It became very clear to me that my current approach of googling
tutorials, guides and solutions is a wildly inadequate approach to learn
Maven. Mainly because all of those are either far too basic for "real
life" projects, or because they assume prior knowledge that I don't yet
have.
So, I am looking to buy a good book to methodically learn all I need
about Maven.
Because of how I learn best I would like to find a book that uses the
following as its presentation approach:
* It must be gradual, starting from the assumption that I know nothing
and only learn what is taught in the book.
* New concepts must include sample code that I can type and test,
either complete code or as an extension to a previous example.
Absolutely no "loose snippets" that assume prior knowledge (for
example this is what makes most formal Spring documentation
completely useless to me, as I often can't follow it to a complete
functioning solution, and I had similar but not as severe issues
with the formal Apache Maven documentation).
* The end of each chapter must have exercises that I can code and run
to test my understanding, with the ability to download the solution
from a website in those cases when my code fails to function correctly.

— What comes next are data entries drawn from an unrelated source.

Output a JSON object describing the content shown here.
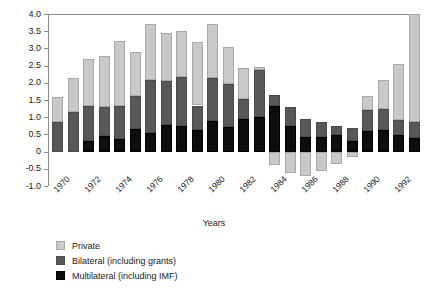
{
  "chart_data": {
    "type": "bar",
    "stacked": true,
    "title": "",
    "xlabel": "Years",
    "ylabel": "",
    "ylim": [
      -1.0,
      4.0
    ],
    "ytick_labels": [
      "4.0",
      "3.5",
      "3.0",
      "2.5",
      "2.0",
      "1.5",
      "1.0",
      "0.5",
      "0",
      "-0.5",
      "-1.0"
    ],
    "ytick_values": [
      4.0,
      3.5,
      3.0,
      2.5,
      2.0,
      1.5,
      1.0,
      0.5,
      0,
      -0.5,
      -1.0
    ],
    "grid": false,
    "legend_position": "bottom-left",
    "x": [
      1970,
      1971,
      1972,
      1973,
      1974,
      1975,
      1976,
      1977,
      1978,
      1979,
      1980,
      1981,
      1982,
      1983,
      1984,
      1985,
      1986,
      1987,
      1988,
      1989,
      1990,
      1991,
      1992,
      1993
    ],
    "xtick_labels": [
      "1970",
      "1972",
      "1974",
      "1976",
      "1978",
      "1980",
      "1982",
      "1984",
      "1986",
      "1988",
      "1990",
      "1992"
    ],
    "xtick_values": [
      1970,
      1972,
      1974,
      1976,
      1978,
      1980,
      1982,
      1984,
      1986,
      1988,
      1990,
      1992
    ],
    "series": [
      {
        "name": "Multilateral (including IMF)",
        "color": "#0d0d0d",
        "values": [
          0.0,
          0.0,
          0.32,
          0.45,
          0.37,
          0.65,
          0.55,
          0.77,
          0.74,
          0.62,
          0.9,
          0.72,
          0.95,
          1.02,
          1.32,
          0.75,
          0.42,
          0.42,
          0.47,
          0.32,
          0.6,
          0.62,
          0.47,
          0.4
        ]
      },
      {
        "name": "Bilateral (including grants)",
        "color": "#585858",
        "values": [
          0.85,
          1.15,
          1.0,
          0.85,
          0.95,
          0.98,
          1.52,
          1.28,
          1.44,
          0.72,
          1.25,
          1.25,
          0.57,
          1.35,
          0.32,
          0.55,
          0.52,
          0.45,
          0.27,
          0.38,
          0.6,
          0.62,
          0.45,
          0.45
        ]
      },
      {
        "name": "Private",
        "color": "#c9c9c9",
        "values": [
          0.75,
          1.0,
          1.38,
          1.47,
          1.9,
          1.27,
          1.63,
          1.4,
          1.32,
          1.85,
          1.55,
          1.08,
          0.92,
          0.08,
          -0.4,
          -0.62,
          -0.7,
          -0.55,
          -0.35,
          -0.15,
          0.42,
          0.85,
          1.62,
          3.15
        ]
      }
    ],
    "totals_positive": [
      1.6,
      2.15,
      2.7,
      2.77,
      3.22,
      2.9,
      3.7,
      3.45,
      3.5,
      3.19,
      3.7,
      3.05,
      2.44,
      2.45,
      1.64,
      1.3,
      0.94,
      0.87,
      0.74,
      0.7,
      1.62,
      2.09,
      2.54,
      4.0
    ]
  },
  "legend": {
    "items": [
      {
        "label": "Private",
        "key": "private"
      },
      {
        "label": "Bilateral (including grants)",
        "key": "bilateral"
      },
      {
        "label": "Multilateral (including IMF)",
        "key": "multilateral"
      }
    ]
  },
  "axis": {
    "x_title": "Years"
  }
}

* Not essential but it would be ideal if the book was available in
electronic form and readable through an ebook reader that functions
on a Microsoft Surface tablet (Windows 10/11) and remembers the last
page I read (even better if position syncs between the tablet and my
desktop so that I can continue reading on either).
If _you learned Maven from a book that matches at least the first 3
criteria_, please recommend it. I'd greatly appreciate it.